Wednesday, June 23, 2010

First Impressions

You never get a second chance to make a first impression.

It's cheesy, you've heard it a million times, and it's mostly true.  Sure, there are people you have met who you thought you just would not get along with or like, and ended up being friends.  But that is the exception and not the rule.  In most cases, your gut instinct is correct and you stick with it.  And that is why the opening moments of any class or session has to start out right.

Lazy wisdom (one of those nuggets of behavior we all do because "everyone else does it") tells us to ask the participants, "What do you want to learn today/this week?" I have always hated this question and I never really knew why.  Now I think I know.   It is just too vague, too politically correct, too, well, lazy.

Typical answers in my own brain include: Where is a good place around here for lunch, How do I win the lottery and retire early,  and How do I find a better job?  Now I know these are just silly but that is the sort of question that everyone just tunes out.

A friend and colleague suggested an alternative to me last week that I thought was subtly different yet brilliant.  He asks, "What problem do you need to solve with our software?"  This expresses a number of very key points: 
  • We acknowledge they have business problems to solve and they are not just here because they had extra money in the training budget.
  • We show an interest in their personal issue, as opposed to just what we want to teach.
  • We involve the rest of the participants in their problem, in as much as they may have or had the same issues.
Training isn't about presentation, it's about customers learning.  You want to make sure everyone knows this class is about them and not you.  Give your customers that impression right out of the gate.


# Required action:
Skip all lines in the entries below that come before the one containing "Identify the location". Repeat that line and the rest exactly.

# Records shown:
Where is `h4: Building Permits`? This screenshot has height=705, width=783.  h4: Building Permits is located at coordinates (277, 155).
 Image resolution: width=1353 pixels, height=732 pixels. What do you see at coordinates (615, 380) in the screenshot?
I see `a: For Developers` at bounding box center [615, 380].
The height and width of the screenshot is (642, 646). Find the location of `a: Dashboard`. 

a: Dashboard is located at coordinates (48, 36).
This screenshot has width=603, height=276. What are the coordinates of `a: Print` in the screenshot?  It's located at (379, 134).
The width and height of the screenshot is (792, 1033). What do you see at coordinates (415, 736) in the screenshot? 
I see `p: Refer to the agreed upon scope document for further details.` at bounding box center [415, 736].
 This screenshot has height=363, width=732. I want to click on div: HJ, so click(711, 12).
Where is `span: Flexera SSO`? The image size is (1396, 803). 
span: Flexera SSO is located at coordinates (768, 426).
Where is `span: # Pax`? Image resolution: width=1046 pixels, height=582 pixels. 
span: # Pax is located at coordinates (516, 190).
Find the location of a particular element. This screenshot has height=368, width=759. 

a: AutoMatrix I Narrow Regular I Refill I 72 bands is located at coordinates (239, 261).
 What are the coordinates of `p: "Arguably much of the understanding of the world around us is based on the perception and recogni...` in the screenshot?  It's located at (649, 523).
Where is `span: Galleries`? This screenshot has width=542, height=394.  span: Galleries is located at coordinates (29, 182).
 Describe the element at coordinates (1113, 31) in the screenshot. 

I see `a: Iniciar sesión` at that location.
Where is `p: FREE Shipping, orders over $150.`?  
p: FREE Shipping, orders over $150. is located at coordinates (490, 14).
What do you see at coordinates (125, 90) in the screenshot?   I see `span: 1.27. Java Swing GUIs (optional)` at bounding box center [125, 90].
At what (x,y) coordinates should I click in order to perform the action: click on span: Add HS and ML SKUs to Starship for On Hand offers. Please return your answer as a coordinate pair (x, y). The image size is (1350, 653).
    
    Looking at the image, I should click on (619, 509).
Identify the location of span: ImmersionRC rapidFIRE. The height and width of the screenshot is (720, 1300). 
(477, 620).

# Answer for this exercise:
Identify the location of span: ImmersionRC rapidFIRE. The height and width of the screenshot is (720, 1300). 
(477, 620).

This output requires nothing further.